Last but not least is the command:
"cmd" : "minio server /data --certs-dir /certs --console-address :9090"
so we want to start the server and point it at the /data
folder, we tell the server to open the console on port 9090
and that it's open on any IP. Lastly and you don't need this but helps later when you use the AWS CLI, I add the --certs-dir
switch and a location to some certs. Now Minio is good enough if it finds certs in that folder then it will switch from being HTTP to HTTPS! This is good because then you don't have to worry about telling AWS CLI to ignore SSL issues.

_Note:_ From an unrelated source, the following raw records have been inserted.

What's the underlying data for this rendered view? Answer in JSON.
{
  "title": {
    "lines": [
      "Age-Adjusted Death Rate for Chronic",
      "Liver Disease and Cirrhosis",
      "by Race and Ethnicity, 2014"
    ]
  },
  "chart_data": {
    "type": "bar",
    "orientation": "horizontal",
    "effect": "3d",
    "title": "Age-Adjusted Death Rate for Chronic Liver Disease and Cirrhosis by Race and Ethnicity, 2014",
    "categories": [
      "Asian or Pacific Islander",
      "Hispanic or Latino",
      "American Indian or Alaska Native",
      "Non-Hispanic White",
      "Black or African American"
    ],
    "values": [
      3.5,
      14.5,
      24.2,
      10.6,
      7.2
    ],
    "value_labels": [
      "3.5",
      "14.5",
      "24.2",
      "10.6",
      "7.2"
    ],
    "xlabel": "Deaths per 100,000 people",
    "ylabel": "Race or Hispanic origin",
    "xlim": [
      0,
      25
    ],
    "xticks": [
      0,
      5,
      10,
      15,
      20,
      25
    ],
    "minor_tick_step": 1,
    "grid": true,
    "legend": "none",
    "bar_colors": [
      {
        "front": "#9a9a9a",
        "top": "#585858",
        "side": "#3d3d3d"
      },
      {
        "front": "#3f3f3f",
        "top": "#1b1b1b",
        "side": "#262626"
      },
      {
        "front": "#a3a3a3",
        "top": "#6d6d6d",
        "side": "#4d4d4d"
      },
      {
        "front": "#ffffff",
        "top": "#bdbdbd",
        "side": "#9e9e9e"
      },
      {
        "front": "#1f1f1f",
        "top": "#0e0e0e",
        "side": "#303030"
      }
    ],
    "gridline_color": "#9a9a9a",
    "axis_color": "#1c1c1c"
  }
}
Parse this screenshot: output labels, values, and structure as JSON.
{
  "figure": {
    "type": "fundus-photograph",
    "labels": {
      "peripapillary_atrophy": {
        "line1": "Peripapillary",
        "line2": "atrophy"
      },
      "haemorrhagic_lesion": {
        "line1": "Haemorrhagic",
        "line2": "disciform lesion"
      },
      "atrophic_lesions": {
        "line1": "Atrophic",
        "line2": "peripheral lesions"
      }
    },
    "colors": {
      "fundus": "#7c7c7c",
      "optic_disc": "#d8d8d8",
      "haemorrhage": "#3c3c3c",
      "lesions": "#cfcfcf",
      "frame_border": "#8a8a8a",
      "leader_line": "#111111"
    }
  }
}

Now we can start the Minio container, it takes a min or so but if you check the logs, you should see something like this:

Configure Bucket
Log into the console using the address you have for the container, because I am using host network its the same IP as my Nas just on port 9000.

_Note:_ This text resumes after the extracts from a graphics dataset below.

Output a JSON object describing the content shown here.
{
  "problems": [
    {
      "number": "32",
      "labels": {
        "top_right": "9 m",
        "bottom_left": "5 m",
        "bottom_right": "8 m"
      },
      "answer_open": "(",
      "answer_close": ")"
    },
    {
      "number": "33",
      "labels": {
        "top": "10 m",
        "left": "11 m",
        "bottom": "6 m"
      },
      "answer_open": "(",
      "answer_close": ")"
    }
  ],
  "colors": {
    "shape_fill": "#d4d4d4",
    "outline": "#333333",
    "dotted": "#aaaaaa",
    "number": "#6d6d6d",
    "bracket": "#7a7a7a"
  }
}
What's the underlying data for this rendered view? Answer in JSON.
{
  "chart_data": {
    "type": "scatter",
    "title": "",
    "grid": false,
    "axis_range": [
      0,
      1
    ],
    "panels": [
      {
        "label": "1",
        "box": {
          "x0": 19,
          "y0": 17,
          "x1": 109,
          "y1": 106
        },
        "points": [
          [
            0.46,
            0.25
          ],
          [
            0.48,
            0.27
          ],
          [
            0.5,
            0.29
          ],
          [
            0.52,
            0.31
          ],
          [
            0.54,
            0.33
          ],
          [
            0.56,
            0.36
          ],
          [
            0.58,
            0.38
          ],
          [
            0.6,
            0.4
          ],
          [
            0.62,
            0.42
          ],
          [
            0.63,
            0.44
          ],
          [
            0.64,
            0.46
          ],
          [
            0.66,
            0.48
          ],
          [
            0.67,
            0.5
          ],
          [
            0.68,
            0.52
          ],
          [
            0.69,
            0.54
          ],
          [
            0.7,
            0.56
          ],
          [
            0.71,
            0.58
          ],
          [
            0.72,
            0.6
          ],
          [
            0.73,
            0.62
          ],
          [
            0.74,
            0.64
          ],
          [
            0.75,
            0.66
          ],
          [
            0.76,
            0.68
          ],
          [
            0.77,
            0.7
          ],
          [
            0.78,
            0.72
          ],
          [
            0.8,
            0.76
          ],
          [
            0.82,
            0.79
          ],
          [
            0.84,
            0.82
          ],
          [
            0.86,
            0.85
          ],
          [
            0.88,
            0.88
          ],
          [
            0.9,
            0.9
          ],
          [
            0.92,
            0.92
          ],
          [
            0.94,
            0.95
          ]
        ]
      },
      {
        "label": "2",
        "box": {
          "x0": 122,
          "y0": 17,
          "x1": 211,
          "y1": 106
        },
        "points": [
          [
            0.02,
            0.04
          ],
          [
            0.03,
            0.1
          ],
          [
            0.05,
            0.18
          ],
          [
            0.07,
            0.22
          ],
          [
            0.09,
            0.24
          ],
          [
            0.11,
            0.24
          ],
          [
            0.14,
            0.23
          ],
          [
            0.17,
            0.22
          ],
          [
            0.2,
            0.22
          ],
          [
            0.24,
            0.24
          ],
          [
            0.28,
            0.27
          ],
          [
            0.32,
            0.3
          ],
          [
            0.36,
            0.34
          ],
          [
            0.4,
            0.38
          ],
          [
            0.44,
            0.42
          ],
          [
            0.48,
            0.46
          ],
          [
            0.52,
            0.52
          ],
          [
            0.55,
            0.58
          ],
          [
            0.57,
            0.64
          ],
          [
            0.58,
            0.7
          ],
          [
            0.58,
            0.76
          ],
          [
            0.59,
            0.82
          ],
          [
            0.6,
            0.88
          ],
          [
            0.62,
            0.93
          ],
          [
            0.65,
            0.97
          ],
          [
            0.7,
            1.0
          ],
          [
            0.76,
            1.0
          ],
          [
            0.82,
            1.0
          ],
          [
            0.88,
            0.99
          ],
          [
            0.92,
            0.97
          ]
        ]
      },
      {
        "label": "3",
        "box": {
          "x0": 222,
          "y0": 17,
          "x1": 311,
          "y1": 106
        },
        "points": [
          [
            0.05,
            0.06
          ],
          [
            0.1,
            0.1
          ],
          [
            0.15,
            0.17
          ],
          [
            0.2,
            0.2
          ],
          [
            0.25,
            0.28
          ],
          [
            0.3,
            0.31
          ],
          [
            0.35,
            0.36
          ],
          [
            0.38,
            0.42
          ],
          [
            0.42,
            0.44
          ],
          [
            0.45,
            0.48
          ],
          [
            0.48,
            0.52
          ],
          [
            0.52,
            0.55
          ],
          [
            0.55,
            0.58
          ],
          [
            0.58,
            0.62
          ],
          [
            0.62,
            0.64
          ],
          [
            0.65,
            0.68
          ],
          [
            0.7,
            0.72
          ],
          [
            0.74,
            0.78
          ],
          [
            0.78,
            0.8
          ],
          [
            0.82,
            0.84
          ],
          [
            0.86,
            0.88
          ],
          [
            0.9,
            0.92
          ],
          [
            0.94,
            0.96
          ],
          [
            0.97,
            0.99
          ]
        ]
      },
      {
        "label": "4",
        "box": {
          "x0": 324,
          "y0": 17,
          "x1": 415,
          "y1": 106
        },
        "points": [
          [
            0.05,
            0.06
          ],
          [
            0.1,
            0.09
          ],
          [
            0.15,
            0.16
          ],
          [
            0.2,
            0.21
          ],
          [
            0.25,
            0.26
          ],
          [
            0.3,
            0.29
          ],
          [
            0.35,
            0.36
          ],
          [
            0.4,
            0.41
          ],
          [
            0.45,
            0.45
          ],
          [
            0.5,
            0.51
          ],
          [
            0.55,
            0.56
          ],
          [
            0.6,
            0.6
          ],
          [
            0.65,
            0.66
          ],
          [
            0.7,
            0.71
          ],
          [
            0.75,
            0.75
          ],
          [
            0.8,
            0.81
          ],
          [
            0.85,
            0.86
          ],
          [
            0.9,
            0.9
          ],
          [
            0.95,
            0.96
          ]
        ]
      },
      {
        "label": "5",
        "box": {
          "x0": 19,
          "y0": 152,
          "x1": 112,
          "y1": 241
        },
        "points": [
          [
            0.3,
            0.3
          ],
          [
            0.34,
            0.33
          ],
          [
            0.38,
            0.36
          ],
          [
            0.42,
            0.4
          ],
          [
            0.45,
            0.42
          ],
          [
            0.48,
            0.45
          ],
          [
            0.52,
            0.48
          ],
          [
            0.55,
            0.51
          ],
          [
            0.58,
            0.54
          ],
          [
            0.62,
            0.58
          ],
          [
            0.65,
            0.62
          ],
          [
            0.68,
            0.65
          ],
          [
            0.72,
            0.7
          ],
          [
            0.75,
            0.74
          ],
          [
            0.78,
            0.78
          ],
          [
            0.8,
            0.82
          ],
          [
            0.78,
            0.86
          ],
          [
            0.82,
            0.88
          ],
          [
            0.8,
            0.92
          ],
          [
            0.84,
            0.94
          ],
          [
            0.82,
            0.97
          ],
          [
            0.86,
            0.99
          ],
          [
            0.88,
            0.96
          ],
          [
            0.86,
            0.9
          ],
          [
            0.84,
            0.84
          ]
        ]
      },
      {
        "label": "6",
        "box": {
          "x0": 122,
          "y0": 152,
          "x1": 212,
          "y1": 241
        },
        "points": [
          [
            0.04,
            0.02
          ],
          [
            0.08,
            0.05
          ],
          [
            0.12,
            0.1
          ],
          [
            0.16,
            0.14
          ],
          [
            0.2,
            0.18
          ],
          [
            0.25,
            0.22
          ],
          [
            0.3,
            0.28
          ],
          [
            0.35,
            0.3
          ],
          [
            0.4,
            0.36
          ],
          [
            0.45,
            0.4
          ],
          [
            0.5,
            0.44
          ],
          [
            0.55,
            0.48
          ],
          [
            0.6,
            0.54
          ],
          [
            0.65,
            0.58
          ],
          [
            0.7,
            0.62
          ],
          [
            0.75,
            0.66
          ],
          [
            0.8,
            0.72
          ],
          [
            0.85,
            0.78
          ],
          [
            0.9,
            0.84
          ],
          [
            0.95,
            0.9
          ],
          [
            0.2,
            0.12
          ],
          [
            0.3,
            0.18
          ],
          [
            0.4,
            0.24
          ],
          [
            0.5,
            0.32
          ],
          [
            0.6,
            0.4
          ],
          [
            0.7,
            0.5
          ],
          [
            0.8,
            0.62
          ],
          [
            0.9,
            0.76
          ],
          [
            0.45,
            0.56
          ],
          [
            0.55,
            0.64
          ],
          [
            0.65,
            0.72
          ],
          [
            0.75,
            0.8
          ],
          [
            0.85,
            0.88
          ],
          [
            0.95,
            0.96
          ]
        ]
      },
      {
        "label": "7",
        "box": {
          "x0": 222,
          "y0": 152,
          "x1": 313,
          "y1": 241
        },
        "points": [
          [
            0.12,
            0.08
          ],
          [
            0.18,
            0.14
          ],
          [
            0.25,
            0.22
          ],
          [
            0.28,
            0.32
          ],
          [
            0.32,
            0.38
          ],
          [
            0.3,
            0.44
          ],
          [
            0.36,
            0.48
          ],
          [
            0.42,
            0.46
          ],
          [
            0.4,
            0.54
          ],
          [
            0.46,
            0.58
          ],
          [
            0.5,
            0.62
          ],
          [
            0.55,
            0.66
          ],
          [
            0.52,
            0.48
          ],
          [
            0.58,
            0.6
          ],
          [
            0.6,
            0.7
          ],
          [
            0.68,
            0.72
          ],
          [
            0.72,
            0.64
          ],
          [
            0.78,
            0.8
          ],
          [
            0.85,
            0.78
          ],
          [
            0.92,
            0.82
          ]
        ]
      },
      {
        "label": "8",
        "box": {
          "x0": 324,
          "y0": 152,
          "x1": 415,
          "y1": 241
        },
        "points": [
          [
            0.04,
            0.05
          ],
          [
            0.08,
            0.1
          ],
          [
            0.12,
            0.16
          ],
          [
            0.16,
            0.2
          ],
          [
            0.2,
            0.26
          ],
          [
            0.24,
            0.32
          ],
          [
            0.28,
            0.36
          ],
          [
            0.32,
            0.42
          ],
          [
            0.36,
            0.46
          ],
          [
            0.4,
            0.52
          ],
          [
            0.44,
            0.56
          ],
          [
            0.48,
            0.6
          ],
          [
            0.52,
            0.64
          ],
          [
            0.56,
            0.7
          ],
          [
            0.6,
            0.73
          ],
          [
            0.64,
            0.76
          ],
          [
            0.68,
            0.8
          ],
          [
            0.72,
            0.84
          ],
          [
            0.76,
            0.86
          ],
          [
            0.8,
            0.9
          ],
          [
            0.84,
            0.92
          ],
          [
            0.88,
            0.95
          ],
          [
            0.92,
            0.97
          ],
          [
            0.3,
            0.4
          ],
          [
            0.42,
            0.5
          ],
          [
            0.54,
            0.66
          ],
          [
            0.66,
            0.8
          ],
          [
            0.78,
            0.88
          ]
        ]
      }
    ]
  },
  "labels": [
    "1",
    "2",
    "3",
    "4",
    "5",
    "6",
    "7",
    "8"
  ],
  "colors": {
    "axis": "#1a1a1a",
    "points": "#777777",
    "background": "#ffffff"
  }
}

Once signed in you can create a new bucket and configure as needed:



So the first thing I do once the bucket is created is set the encryption key, went to all that effect to configure might as well use it from the start.
From this point it really is just like S3, you can configure policies, life cycles, access keys, etc. I won't go into that.
Using AWS CLI with Minio
Assuming you have AWS CLI installed if you don't google how, its simple, for Mac users you can just use Homebrew.
First you want to configure your access keys, this is simple just edit the ~/.aws/credentials
file to look like this:
[default]
aws_access_key_id = some_key
aws_secret_access_key = some_long_secret
Of course that's really simple, you may have more than the default
profile, but if you do I am guessing you know what you are doing from here.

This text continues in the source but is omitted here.